A Trip to Amsterdam – IV

One good thing about Amsterdam is that it’s a very compact city. Many of the points of interest are quite close together, making it easy to get around to them. For example, the Royal Zoo, the Hortis Botanicus (Botanical Gardens), the National Holocaust Museum, and the Dutch Resistance Museum are all within a kilometer of each other.

It makes it easy to visit them all in one day – especially when there’s a tram stop right in the middle of it all.

Unfortunately, the day I decided to visit that area, it was cloudy with scattered showers. Not the best time to be out in a zoo or in a botanical garden, however interesting they might be. But I was there, and I like birds and exotic plants, so…

The ARTIS Royal Zoo is one of the oldest zoos in the world. A couple of its buildings are well over a century old. For a small, old zoo, it’s still got some great displays. A walk-through aviary, with bats and pygmy marmosets as well as birds. Winding paths that make the place seem bigger than it really is. It’s actually a nice place for an afternoon stroll. And like any good zoo, they’re participating in a number of breeding and restoration projects. Jaguars and Polynesian tree snails, at the moment.

As an aside, I gather that real conservationists grudgingly accept that all their promotional stuff has to feature the big, “attractive”, or “cute” animals in order to bring in the bucks, but they’re doing just as valuable work with things like insects and ugly, icky animals – plants, too – that so often get undeservedly overlooked.

As it happens, in the same “complex” as the zoo is Micropia: a combination zoo and museum devoted to microorganisms. Yep, a “zoo” for bacteria, fungi, mold, and critters you need at least a magnifying glass to see. Where the subjects get the same care and treatment as any other zoo creature.

Though I have a sneaking suspicion that the “microscopes” where you can see microorganisms aren’t actual microscopes. The organisms are always in view, and are too “good looking”…. But, let that pass.
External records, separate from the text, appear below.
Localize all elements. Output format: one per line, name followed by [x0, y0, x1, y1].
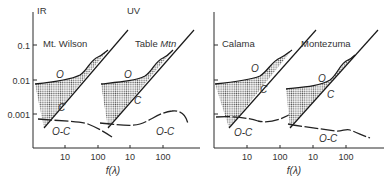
site-label: Table Mtn: [135, 38, 176, 49]
uv-band-label: UV: [127, 5, 141, 16]
c-label: C: [134, 95, 142, 106]
x-axis-label: f(λ): [106, 165, 120, 176]
shaded-region: [35, 50, 108, 128]
shaded-region: [101, 50, 173, 128]
x-tick-label: 10: [60, 152, 70, 162]
c-label: C: [327, 89, 335, 100]
site-label: Mt. Wilson: [43, 38, 87, 49]
o-c-label: O-C: [156, 126, 175, 137]
y-tick-label: 0.01: [12, 76, 30, 86]
x-tick-label: 100: [338, 152, 353, 162]
o-label: O: [318, 73, 326, 84]
o-c-label: O-C: [319, 133, 338, 144]
c-label: C: [58, 102, 66, 113]
o-label: O: [124, 69, 132, 80]
site-label-italic: Mtn: [160, 38, 176, 49]
site-label: Montezuma: [301, 38, 351, 49]
ir-band-label: IR: [37, 5, 47, 16]
o-label: O: [56, 69, 64, 80]
y-tick-label: 0.1: [17, 41, 30, 51]
x-tick-label: 10: [308, 152, 318, 162]
figure-canvas: 0.1 0.01 0.001 10 100 10 100 f(λ) IR UV …: [0, 0, 386, 181]
x-axis-label: f(λ): [287, 165, 301, 176]
x-tick-label: 100: [272, 152, 287, 162]
site-label-prefix: Table: [135, 38, 160, 49]
x-tick-label: 10: [125, 152, 135, 162]
o-label: O: [251, 63, 259, 74]
y-tick-label: 0.001: [7, 110, 30, 120]
x-tick-label: 100: [155, 152, 170, 162]
o-c-label: O-C: [52, 126, 71, 137]
x-tick-label: 100: [90, 152, 105, 162]
o-c-label: O-C: [234, 127, 253, 138]
shaded-region: [286, 55, 355, 128]
panel-montezuma: Montezuma O C O-C: [286, 30, 378, 144]
x-tick-label: 10: [242, 152, 252, 162]
site-label: Calama: [222, 38, 255, 49]
c-label: C: [260, 84, 268, 95]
There’s an exhibit on “extremeophiles”, a huge rack of petri dishes containing varieties of penicillin, a display of stool samples from different animals to show how gut bacteria help them digest, and you know how that one lazy kid in grade school would always do something on mold for a science fair project?

Moldy food on display!

A few minutes walk away, you’ll find the Hortis Botanicus, one of the oldest botanical gardens around. They pack quite a bit of plants, and information about plants, into a rather small area. Zoo and museum design is a truly underappreciated field of study…. Europe has been hit by an unprecedented heat wave this past summer, and you could see its effects on some of the low border hedges in the garden, despite their best efforts.

One other thing I noted was that De Hortis was the only museum that did NOT have all its signs on the “exhibits” in English as well as Dutch. Good thing I knew some of the botanical names for the plants….

I did not visit the Resistance or Holocaust museums; I wasn’t particularly interested in seeing them this time. Nor did I feel the urge to visit the Anne Frank House (personally, I’m more inspired by Chiune Sugihara) – though I did pass by it. And I didn’t particularly care to visit the Van Gogh Museum. But that’s in another part of town, which I will get to next time.

Oh, one thing to note when you’re traveling around the city. Older houses, especially those that front onto a canal, will seem to be just a little bit…off. These would be the “Dancing Houses”. Sitting on pilings buried deep into mud, there’s clearly been some uneven “settling” over the centuries. Look for houses where the windows don’t quite line up with the ones on the house next door – or with each other. There’s a prominent group on the east side of the Damrak.

2 thoughts on “A Trip to Amsterdam – IV

  1. The Reijksmuseum (I probably got the spelling wrong) is in Amsterdam, is it not? Are you planning a trip to it?

    Gotta confess, I’d probably have been stuck in Micropia for a few hours.